By Severin Borenstein

We need to prepare for a world with permanently higher gasoline prices

Oil prices drive gasoline prices and current oil prices are high. But $125 per barrel oil today is no more the fault of President Obama than $147 oil was President Bush's fault in June 2008. There is very little the U.S. president can do to change oil prices over months or a few years. U.S. oil production was up 13 percent in 2011 over 2008, but still remains less than one-tenth of the world oil market.

Producing more oil domestically will enrich the U.S. economy, particularly U.S. oil companies and their workers. With oil so valuable, it may be a good idea, though the value must be weighed against environmental consequences. But it will have no discernible impact on gas prices, because it will change the world's supply/demand balance for oil by less than 2 or 3 percent over a decade or more.

In fact, the impact on gas prices would probably be about the same as the recent increase in U.S. fuel economy standards will have over the next 20 years: somewhere between very little and none. The advantage of doubling fuel economy is that it will halve the cost of driving even if it has no impact on gas prices.

Many on the left, and a few on the right, argue that misguided or nefarious speculation in oil futures markets has driven oil prices well above their true competitive level. The claim, however, is rejected by nearly all economists across a broad range of political perspectives, from Paul Krugman to the Heritage Foundation. Speculation can cause short-run increases in oil price -- on the order of days or weeks -- but eventually if the price doesn't equate real physical demand with real physical supply, a massive buildup of inventories puts downward pressure on prices.

So what does drive the price of oil and therefore gasoline? The real physical suppliers do, especially Saudi Arabia. The Saudis hold more spare capacity today than the U.S. could bring online in the next decade even if all federal lands were opened to drilling. Likewise, the factors that drive the physical demand for oil, particularly the growing demand from China, India, and other developing countries, push up U.S. gas prices.

Those factors aren't going to change anytime soon. Even with the new drilling technologies, most oil production and the vast majority of reserves will remain in the Middle East and Africa. And the growth of oil demand from the developing world is much more likely to accelerate than abate. We need to adapt to this changing world, hoping that new supplies keep prices under control, but preparing for a world with permanently higher gasoline prices. Nothing the politicians are going to say or do will change those hard realities.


Try it: Search the entries below for the word "pixels" and copy every line where it appears.

Supplied records:
===============
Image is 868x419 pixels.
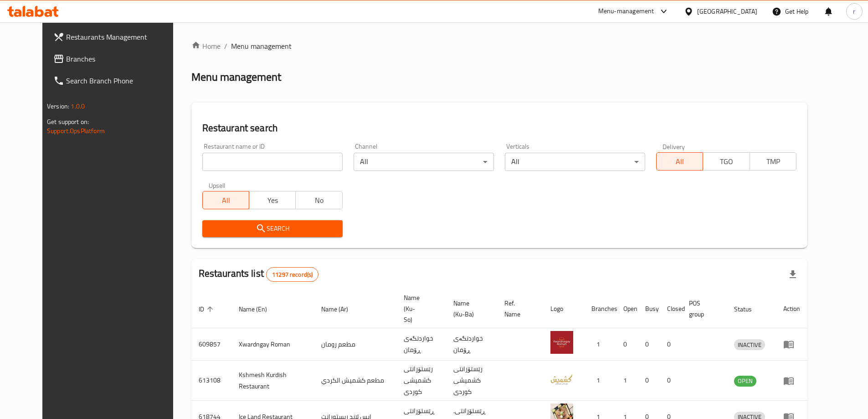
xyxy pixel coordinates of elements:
===============
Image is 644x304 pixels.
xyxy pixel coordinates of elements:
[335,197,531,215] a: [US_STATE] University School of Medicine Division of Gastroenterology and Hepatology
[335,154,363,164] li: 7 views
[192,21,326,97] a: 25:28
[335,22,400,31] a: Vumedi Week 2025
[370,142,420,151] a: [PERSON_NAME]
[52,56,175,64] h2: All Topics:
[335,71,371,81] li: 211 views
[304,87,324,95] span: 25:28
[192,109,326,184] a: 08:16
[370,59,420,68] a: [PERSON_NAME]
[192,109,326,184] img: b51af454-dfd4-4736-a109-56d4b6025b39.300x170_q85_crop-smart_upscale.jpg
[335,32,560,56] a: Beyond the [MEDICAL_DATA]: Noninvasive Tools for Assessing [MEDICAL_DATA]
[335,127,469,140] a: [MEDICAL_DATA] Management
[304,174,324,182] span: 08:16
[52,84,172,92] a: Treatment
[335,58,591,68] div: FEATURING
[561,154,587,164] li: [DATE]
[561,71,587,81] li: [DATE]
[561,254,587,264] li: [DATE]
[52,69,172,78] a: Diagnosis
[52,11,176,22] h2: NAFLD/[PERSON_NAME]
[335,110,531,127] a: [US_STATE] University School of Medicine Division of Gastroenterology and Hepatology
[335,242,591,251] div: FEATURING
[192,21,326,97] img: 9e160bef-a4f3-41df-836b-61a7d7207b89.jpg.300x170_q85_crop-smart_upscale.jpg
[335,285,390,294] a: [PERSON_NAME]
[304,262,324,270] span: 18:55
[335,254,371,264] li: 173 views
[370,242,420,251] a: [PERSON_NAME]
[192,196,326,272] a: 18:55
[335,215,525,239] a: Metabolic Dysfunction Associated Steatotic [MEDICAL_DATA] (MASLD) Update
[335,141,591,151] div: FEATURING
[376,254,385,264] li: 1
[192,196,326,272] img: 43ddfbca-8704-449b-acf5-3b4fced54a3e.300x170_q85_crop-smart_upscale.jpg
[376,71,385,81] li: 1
===============
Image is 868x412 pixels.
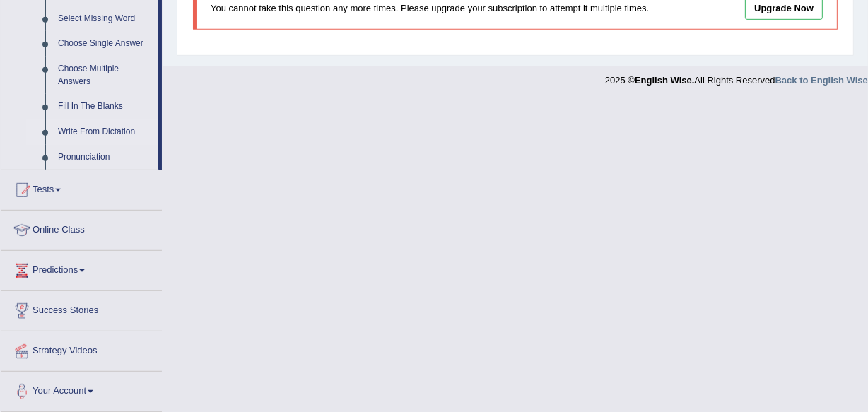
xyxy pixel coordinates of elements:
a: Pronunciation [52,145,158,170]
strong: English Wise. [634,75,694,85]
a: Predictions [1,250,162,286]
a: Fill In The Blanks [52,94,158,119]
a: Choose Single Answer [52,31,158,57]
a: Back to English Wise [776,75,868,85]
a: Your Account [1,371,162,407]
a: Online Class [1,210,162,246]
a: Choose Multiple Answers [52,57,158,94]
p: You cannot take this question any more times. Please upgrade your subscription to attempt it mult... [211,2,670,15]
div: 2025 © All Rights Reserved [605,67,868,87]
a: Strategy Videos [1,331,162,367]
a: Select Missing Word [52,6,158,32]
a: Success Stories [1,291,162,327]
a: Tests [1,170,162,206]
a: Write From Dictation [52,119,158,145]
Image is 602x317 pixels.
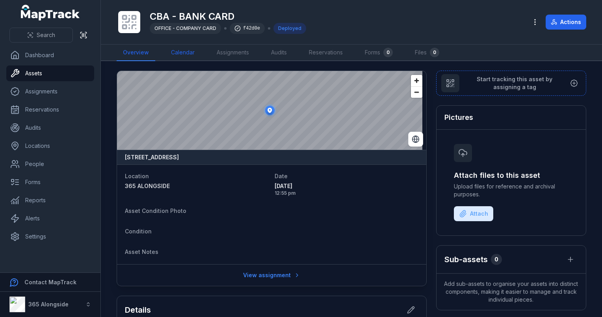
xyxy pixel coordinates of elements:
===============
Answer section:
Image is 868x419 pixels.
Image is 644x304 pixels.
Image is 868x412 pixels.
Image is 602x317 pixels.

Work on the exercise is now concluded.